Shopify’s Twitter account has branded itself as the “SaaSy entrepreneurship company” and has become known for both hilarious and ruthless tweets about competitors.

Take advantage of events

Major events that key communities are tuning in to, or attending in person, are fertile moments for guerrilla marketing.

Airbnb’s oft-cited founding story includes the co-founders selling Obama O’s and Cap’n McCains cereal as a last-ditch resort to keep the company afloat. When Airbnb went public earlier this year, fintech startup Public created a batch of “IPOats” as a homage to the famous founding story and sent the cereal to TV reporters covering the momentous Airbnb IPO.

At the newly notorious Miami Tech Week, smart mattress company Eight Sleep took advantage of the convergence of celebrities, tech investors, savvy consumers and journalists to launch a floating billboard clearly visible to anyone on a boat or attending a boat party. The next day, revenue increased 56%.

Zoom stood out among its peers in launching a thoughtful bus advertising strategy.
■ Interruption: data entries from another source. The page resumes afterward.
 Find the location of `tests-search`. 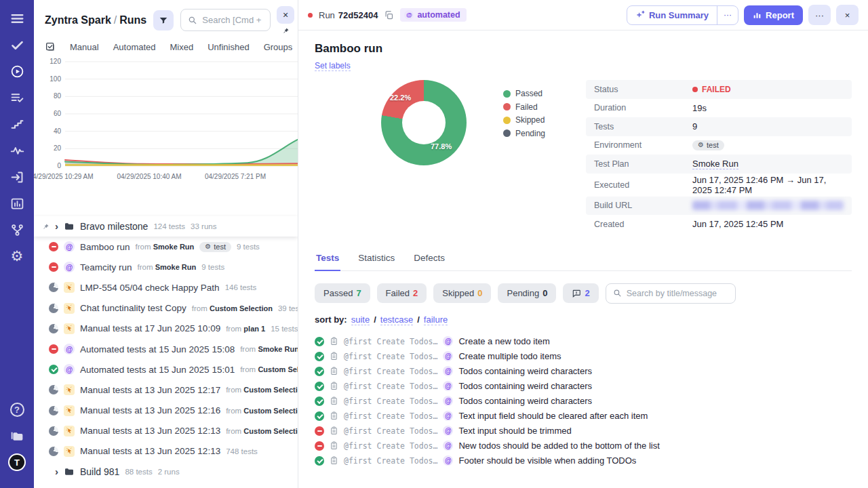

tests-search is located at coordinates (671, 293).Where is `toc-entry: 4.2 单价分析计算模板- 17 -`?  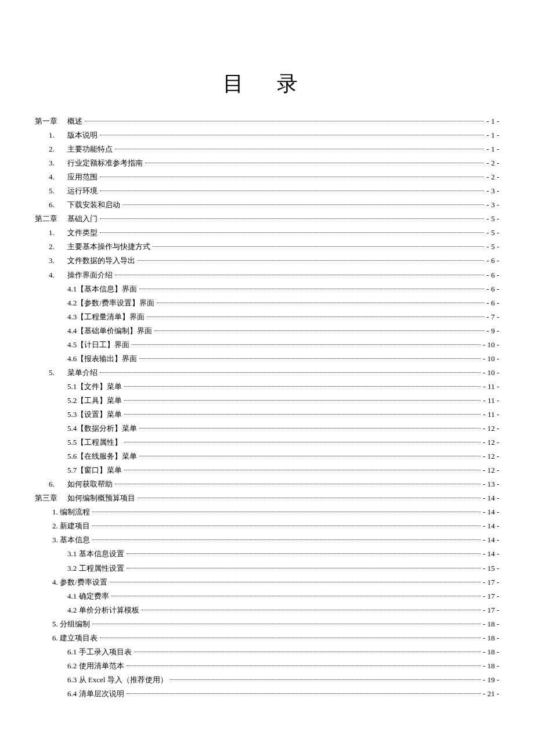 toc-entry: 4.2 单价分析计算模板- 17 - is located at coordinates (267, 610). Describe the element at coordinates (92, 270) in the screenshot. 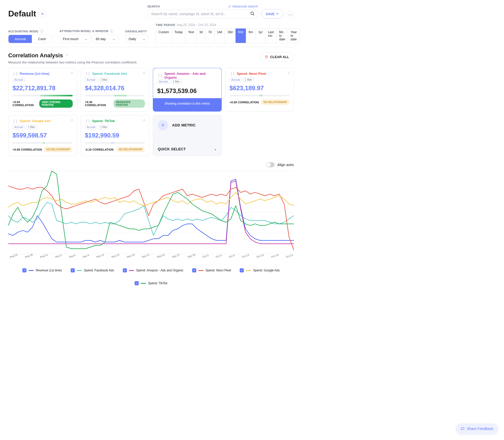

I see `legend-item-spend-facebook-ads: ✓Spend: Facebook Ads` at that location.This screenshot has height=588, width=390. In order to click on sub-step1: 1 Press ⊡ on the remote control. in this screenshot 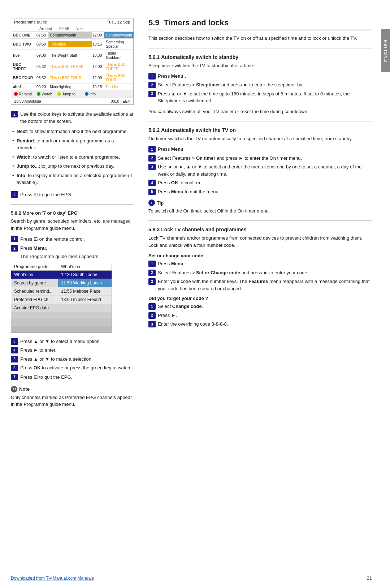, I will do `click(72, 239)`.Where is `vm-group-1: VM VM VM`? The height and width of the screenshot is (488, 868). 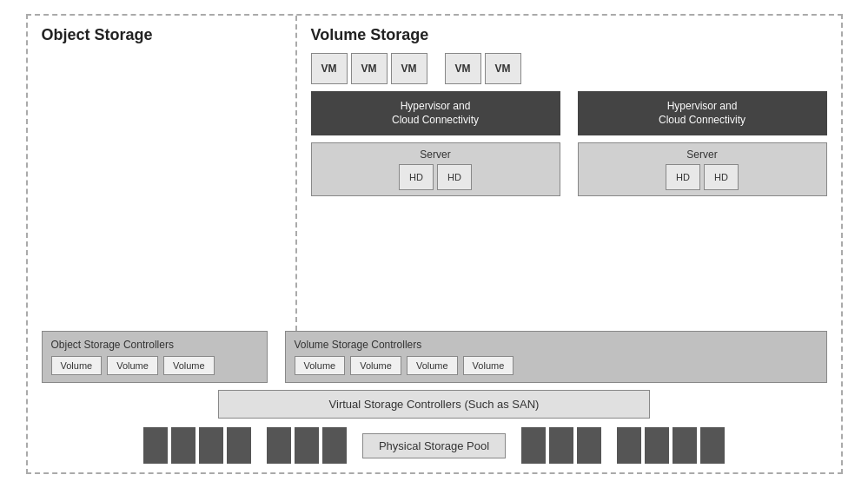 vm-group-1: VM VM VM is located at coordinates (369, 69).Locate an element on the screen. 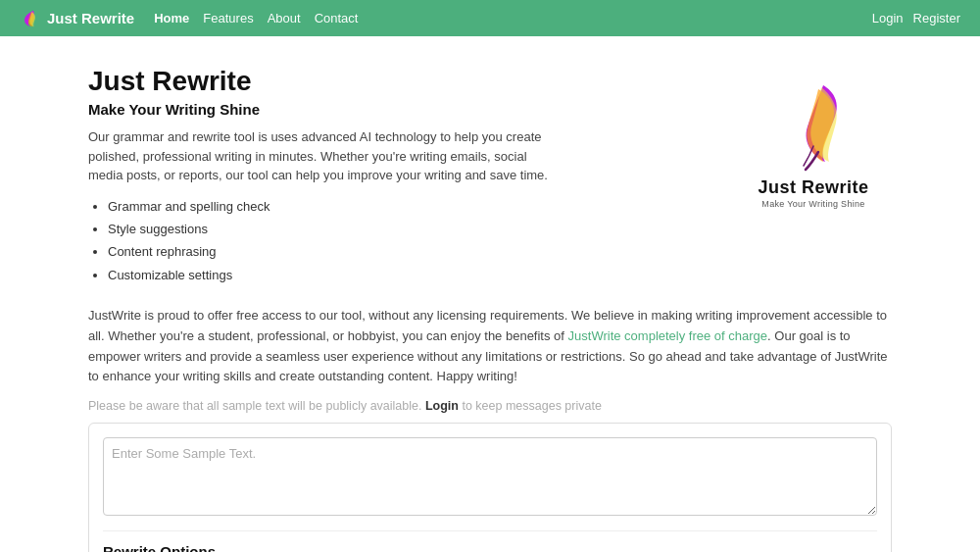 The image size is (980, 552). logo-image is located at coordinates (813, 125). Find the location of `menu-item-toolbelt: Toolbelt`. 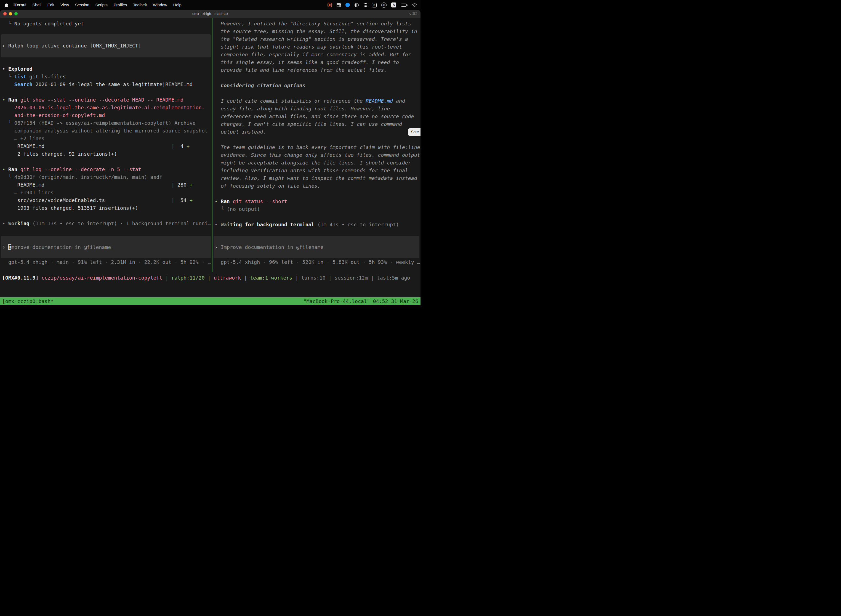

menu-item-toolbelt: Toolbelt is located at coordinates (140, 5).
Given the expense of bus advertising, Zoom concentrated its effort during the time of Salesforce’s Dreamforce conference — an event that attracted over 100,000 attendees, mostly enterprise software buyers. Given that buses would circle around downtown hotels and shuttle large crowds of conference-goers to the event, Zoom surely made a lasting impression.

Metrics for success

How do you measure the results of “growth hacking” or determine whether you were successful in grabbing the attention of key user demographics? Potential key metrics could include:

  • Passive recognition: Unique additional page visits, waitlist growth, number of new GitHub stars.
  • Active recognition: Number of tags or mentions on social media, Google search frequency, number of new help desk inquiries.
  • Attrition percentages at each stage of the user onboarding funnel.
  • Rate of referral growth (total referral count, or average number of referrals per user).
  • User resurrection rate.

Every growth campaign should be measured by the appropriate metric  —  and postmortem analysis should take into account seasonality, behavior changes caused by pressure from competing products, and any other demographic changes such as new users from new geographies, socioeconomic classes, devices or platforms. I’ve also found that it is more effective to deploy tactics in sequence, rather than in parallel, both to retain team focus and isolate the true drivers of results.

“Growth hacking” is both an art and a science, and the companies that do it best build not just a brand, but a movement. Attention is scarce — until it snowballs.